CAT 2021 Slot 1 — VARC Question 8
Direction for Reading Comprehension: The passages given here are followed by some questions that have four answer choices; read the passage carefully and pick the option whose answer best aligns with the passage.
Cuttlefish are full of personality, as behavioral ecologist Alexandra Schnell found out while researching the cephalopod's potential to display self-control. . . . " Self-control is thought to be the cornerstone of intelligence, as it is an important prerequisite for complex decision-making and planning for the future," says Schnell . . .
[Schnell's] study used a modified version of the " marshmallow test " . . . During the original marshmallow test, psychologist Walter Mischel presented children between age four and six with one marshmallow. He told them that if they waited 15 minutes and didn't eat it, he would give them a second marshmallow. A long-term follow-up study showed that the children who waited for the second marshmallow had more success later in life. . . . The cuttlefish version of the experiment looked a lot different. The researchers worked with six cuttlefish under nine months old and presented them with seafood instead of sweets. (Preliminary experiments showed that cuttlefishes' favorite food is live grass shrimp, while raw prawns are so-so and Asian shore crab is nearly unacceptable.) Since the researchers couldn't explain to the cuttlefish that they would need to wait for their shrimp, they trained them to recognize certain shapes that indicated when a food item would become available. The symbols were pasted on transparent drawers so that the cuttlefish could see the food that was stored inside. One drawer, labeled with a circle to mean "immediate," held raw king prawn. Another drawer, labeled with a triangle to mean "delayed," held live grass shrimp. During a control experiment, square labels meant "never."
"If their self-control is flexible and I hadn't just trained them to wait in any context, you would expect the cuttlefish to take the immediate reward [in the control], even if it's their second preference," says Schnell . . . and that's what they did. That showed the researchers that cuttlefish wouldn't reject the prawns if it was the only food available. In the experimental trials, the cuttlefish didn't jump on the prawns if the live grass shrimp were labeled with a triangle - many waited for the shrimp drawer to open up. Each time the cuttlefish showed it could wait, the researchers tacked another ten seconds on to the next round of waiting before releasing the shrimp. The longest that a cuttlefish waited was 130 seconds.
Schnell [says] that the cuttlefish usually sat at the bottom of the tank and looked at the two food items while they waited, but sometimes, they would turn away from the king prawn "as if to distract themselves from the temptation of the immediate reward." In past studies, humans, chimpanzees, parrots and dogs also tried to distract themselves while waiting for a reward.
Not every species can use self-control, but most of the animals that can share another trait in common: long, social lives. Cuttlefish, on the other hand, are solitary creatures that don't form relationships even with mates or young. . . . "We don't know if living in a social group is important for complex cognition unless we also show those abilities are lacking in less social species," says . . . comparative psychologist Jennifer Vonk.
In which one of the following scenarios would the cuttlefish's behaviour demonstrate self-control?
Answer & solution
Asian shore crabs and raw prawns are simultaneously released while a live grass shrimp drawer labelled with a triangle is placed in front of the cuttlefish, to be opened after one minute.
- B
raw prawns are released while a live grass shrimp drawer labelled with a square is placed in front of the cuttlefish.
- C
live grass shrimp are released while two raw prawn drawers labelled with a circle and a triangle respectively are placed in front of the cuttlefish; the triangle-labelled drawer is opened after 50 seconds.
- D
raw prawns are released while an Asian shore crab drawer labelled with a triangle is placed in front of the cuttlefish, to be opened after one minute.
Easy
Self-control here means resisting an available, lesser-preferred food to wait for the delayed, most-preferred food (live grass shrimp, marked with the "delayed" triangle). The correct scenario must (i) make a less-preferred food immediately available, and (ii) require waiting for the shrimp. Reject scenarios where the shrimp is already given, or where the cuttlefish need not wait for it.
Correct. Less-preferred crab and prawn are released immediately, while the favourite (live grass shrimp) sits behind a triangle "delayed" drawer to open after a minute. Resisting the available crab/prawn to wait the full minute for shrimp is exactly a demonstration of self-control.
Wrong. The shrimp drawer is labelled with a square, which means "never" — the shrimp will not become available. With no attainable preferred reward to wait for, taking the prawn shows no self-control.
Wrong. The favourite shrimp is released immediately, so there is nothing to wait for; the delayed drawers hold only the less-preferred prawn. The cuttlefish simply takes its top choice — no restraint required.
Wrong. The delayed (triangle) drawer holds Asian shore crab, which is "nearly unacceptable" — less preferred than the prawn already released. Waiting for a worse food is not self-control; taking the prawn is the rational immediate choice.
Option A. Only here does the cuttlefish resist immediately available lesser foods to wait for its most-preferred reward, the live grass shrimp — the hallmark of self-control.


• [What to work on]:
Restate every line of the data word for word, except for the images.

__________

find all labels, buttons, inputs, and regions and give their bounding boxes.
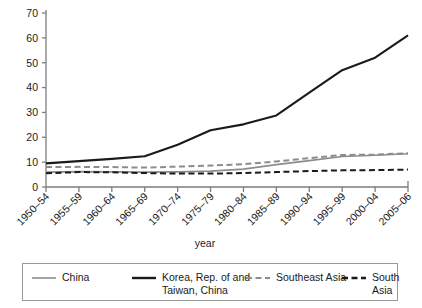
x-axis-title: year bbox=[195, 237, 216, 249]
legend-swatch-2 bbox=[245, 272, 271, 284]
x-tick-label: 1985–89 bbox=[244, 190, 282, 228]
y-tick-label: 60 bbox=[26, 32, 38, 44]
y-tick-label: 40 bbox=[26, 81, 38, 93]
x-tick-label: 1960–64 bbox=[80, 190, 118, 228]
series-line-1 bbox=[46, 35, 408, 163]
line-chart-plot: 010203040506070 1950–541955–591960–64196… bbox=[0, 0, 422, 260]
data-series-group bbox=[46, 35, 408, 173]
y-tick-label: 20 bbox=[26, 131, 38, 143]
legend-item-2[interactable]: Southeast Asia bbox=[245, 271, 346, 284]
legend-swatch-3 bbox=[341, 272, 367, 284]
y-axis: 010203040506070 bbox=[26, 7, 46, 193]
legend-label-1: Korea, Rep. of and Taiwan, China bbox=[162, 271, 250, 296]
chart-legend: ChinaKorea, Rep. of and Taiwan, ChinaSou… bbox=[22, 263, 398, 301]
x-tick-label: 1955–59 bbox=[47, 190, 85, 228]
x-tick-label: 1980–84 bbox=[211, 190, 249, 228]
x-tick-label: 1975–79 bbox=[179, 190, 217, 228]
legend-swatch-1 bbox=[131, 272, 157, 284]
legend-entries: ChinaKorea, Rep. of and Taiwan, ChinaSou… bbox=[23, 264, 397, 300]
legend-item-0[interactable]: China bbox=[31, 271, 89, 284]
y-tick-label: 10 bbox=[26, 156, 38, 168]
x-tick-label: 2000–04 bbox=[343, 190, 381, 228]
y-tick-label: 70 bbox=[26, 7, 38, 19]
x-tick-label: 1995–99 bbox=[310, 190, 348, 228]
legend-swatch-0 bbox=[31, 272, 57, 284]
x-tick-label: 1990–94 bbox=[277, 190, 315, 228]
legend-item-1[interactable]: Korea, Rep. of and Taiwan, China bbox=[131, 271, 250, 296]
legend-label-3: South Asia bbox=[372, 271, 399, 296]
legend-label-0: China bbox=[62, 271, 89, 284]
y-tick-label: 50 bbox=[26, 57, 38, 69]
legend-item-3[interactable]: South Asia bbox=[341, 271, 399, 296]
legend-label-2: Southeast Asia bbox=[276, 271, 346, 284]
chart-figure: 010203040506070 1950–541955–591960–64196… bbox=[0, 0, 422, 308]
y-tick-label: 0 bbox=[32, 181, 38, 193]
x-tick-label: 2005–06 bbox=[376, 190, 414, 228]
x-tick-label: 1950–54 bbox=[14, 190, 52, 228]
x-axis: 1950–541955–591960–641965–691970–741975–… bbox=[14, 181, 414, 227]
y-tick-label: 30 bbox=[26, 106, 38, 118]
x-tick-label: 1970–74 bbox=[146, 190, 184, 228]
x-tick-label: 1965–69 bbox=[113, 190, 151, 228]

__________

• [Output below]:
find all labels, buttons, inputs, and regions and give their bounding boxes.
x-axis-title: year bbox=[195, 237, 216, 249]
legend-swatch-2 bbox=[245, 272, 271, 284]
x-tick-label: 1985–89 bbox=[244, 190, 282, 228]
y-tick-label: 60 bbox=[26, 32, 38, 44]
y-tick-label: 40 bbox=[26, 81, 38, 93]
x-tick-label: 1960–64 bbox=[80, 190, 118, 228]
series-line-1 bbox=[46, 35, 408, 163]
line-chart-plot: 010203040506070 1950–541955–591960–64196… bbox=[0, 0, 422, 260]
data-series-group bbox=[46, 35, 408, 173]
y-tick-label: 20 bbox=[26, 131, 38, 143]
legend-item-2[interactable]: Southeast Asia bbox=[245, 271, 346, 284]
legend-swatch-3 bbox=[341, 272, 367, 284]
y-axis: 010203040506070 bbox=[26, 7, 46, 193]
legend-label-1: Korea, Rep. of and Taiwan, China bbox=[162, 271, 250, 296]
chart-legend: ChinaKorea, Rep. of and Taiwan, ChinaSou… bbox=[22, 263, 398, 301]
x-tick-label: 1955–59 bbox=[47, 190, 85, 228]
x-tick-label: 1980–84 bbox=[211, 190, 249, 228]
x-tick-label: 1975–79 bbox=[179, 190, 217, 228]
legend-swatch-1 bbox=[131, 272, 157, 284]
legend-entries: ChinaKorea, Rep. of and Taiwan, ChinaSou… bbox=[23, 264, 397, 300]
legend-item-0[interactable]: China bbox=[31, 271, 89, 284]
y-tick-label: 10 bbox=[26, 156, 38, 168]
x-tick-label: 2000–04 bbox=[343, 190, 381, 228]
y-tick-label: 70 bbox=[26, 7, 38, 19]
x-tick-label: 1995–99 bbox=[310, 190, 348, 228]
legend-swatch-0 bbox=[31, 272, 57, 284]
x-tick-label: 1990–94 bbox=[277, 190, 315, 228]
legend-item-1[interactable]: Korea, Rep. of and Taiwan, China bbox=[131, 271, 250, 296]
legend-label-3: South Asia bbox=[372, 271, 399, 296]
legend-label-0: China bbox=[62, 271, 89, 284]
y-tick-label: 50 bbox=[26, 57, 38, 69]
legend-item-3[interactable]: South Asia bbox=[341, 271, 399, 296]
legend-label-2: Southeast Asia bbox=[276, 271, 346, 284]
chart-figure: 010203040506070 1950–541955–591960–64196… bbox=[0, 0, 422, 308]
y-tick-label: 0 bbox=[32, 181, 38, 193]
x-tick-label: 2005–06 bbox=[376, 190, 414, 228]
x-tick-label: 1950–54 bbox=[14, 190, 52, 228]
x-axis: 1950–541955–591960–641965–691970–741975–… bbox=[14, 181, 414, 227]
y-tick-label: 30 bbox=[26, 106, 38, 118]
x-tick-label: 1970–74 bbox=[146, 190, 184, 228]
x-tick-label: 1965–69 bbox=[113, 190, 151, 228]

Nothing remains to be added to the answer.